Personal Injury

  • February 26, 2025

    Hosel rockets: When sport becomes tort | Michael Cochrane

    The United Kingdom’s St. Augustine’s Links describes itself as Kent’s most welcoming golf course. I’m not sure Mr. Castle felt that way as he drove his taxi alongside the 13th hole in 1922, especially when an errant golf ball smashed through his windshield, blinding him in one eye. Was the ball one of the then popular $12 a dozen “C” Colonel’s advertised as “leaves the club with a click and a delightful feeling”? We know not. What we do know is that, while the course felt bad, they explained those types of errant shots happened all the time, especially — ahem — on the 13th hole. Castle sued.

  • February 26, 2025

    Federal Court strikes $100M class action against Canada over its handling of COVID-19 pandemic

    The Federal Court has dismissed a proposed $100-million class action lawsuit against the federal government over its handling of the COVID-19 pandemic.

  • February 26, 2025

    Ontario Trial Lawyers’ Association calls for key auto insurance changes amid election clamour

    In the run-up to Ontario’s Feb. 27 election this week, the organization that represents more than 1,300 legal professionals in the personal injury sector has been campaigning to raise awareness about issues with the province’s auto insurance system that it argues are unfair to accident victims and the personal injury bar.

  • February 26, 2025

    SCC halts use of its ‘X’ account ‘for now,’ citing ‘strategic priorities and resource allocation’
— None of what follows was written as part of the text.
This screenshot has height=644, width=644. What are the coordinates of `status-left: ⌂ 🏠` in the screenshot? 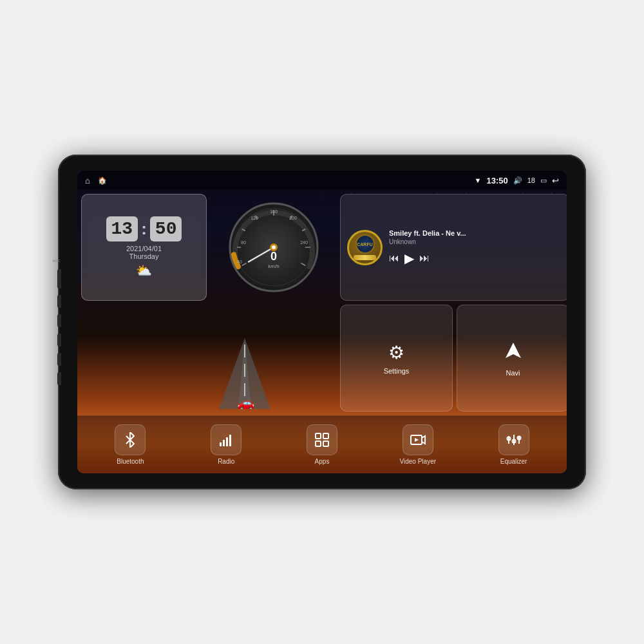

    In a move that has sparked controversy in Canada and beyond, the Supreme Court of Canada tells Law360 Canada that “for now” it will no longer use its official account on X, the social media platform owned by Elon Musk, a high-profile billionaire associate of U.S. President Donald Trump.

  • February 26, 2025

    Women & 2SLGBTQI+ applicants came out ahead as ‘highly recommended’ for federal benches in 2023-2024

    Asserting his new administration is “ending illegal discrimination and restoring merit-based opportunity,” U.S. President Donald Trump recently issued controversial executive orders banning diversity, equity and inclusion policies and hiring at the federal level in America. But in Canada, the most recent demographic statistics on federal judicial appointments and the professional competence and character assessments made by the Trudeau government’s non-partisan judicial advisory committees (JACs) indicate that diversity has gone hand in hand with “merit.”

  • February 25, 2025

    Alberta pledges action on regulatory governance, car insurance as spring legislative session begins

    The Alberta government says it plans to table 20 pieces of legislation during the provincial legislature’s upcoming spring session, dealing with issues ranging from cost-of-living concerns to professional regulation to changes in automobile insurance.

  • February 25, 2025

    ACCIDENT AND SICKNESS INSURANCE - Benefits - Exclusions - Pre-existing conditions - Statutory conditions

    Appeal and judicial review application by Appellant from the decision and reconsideration decision of Respondent Licence Appeal Tribunal ("Tribunal") regarding his entitlement to no-fault accident benefits from Respondent TD Insurance Company ("TD").

  • February 21, 2025

    Federal Court orders reassessment of glyphosate-based pesticide over new risk evidence

    The Federal Court has ordered the Pest Management Regulatory Agency (PMRA) to reconsider its renewal of a pesticide product registration, citing a lack of evidence that the agency reviewed scientific studies highlighting new or heightened risks from its active ingredient.

  • February 21, 2025

    Under the Ford government: Justice delayed and denied at Tribunals Ontario | Kathy Laird

    In December 2024, Tribunals Ontario released its much-delayed Annual Report for 2023/24, and despite some self-congratulatory messaging, the data inside, and on the Tribunals Ontario website, demonstrates that there are serious deficits in the quality, accessibility and timeliness of justice at three of its busiest tribunals — the Landlord and Tenant Board (LTB), the Human Rights Tribunal of Ontario (HRTO) and the Licence Appeal Tribunal — Automobile Accident Benefits Service (LAT-AABS), which hears motor vehicle injury claims against insurance companies.

  • February 21, 2025

    Seven criminal organizations listed as ‘terrorist entities’ subject to dealings, immigration bans

    Canada has listed seven “transnational criminal organizations,” including street gangs and several major Mexican cartels that traffic in fentanyl, as “terrorist entities” under the Criminal Code — triggering immigration and dealings bans in Canada as well as expanding the tools law enforcement authorities have to trace and seize proceeds of crime, the federal government says.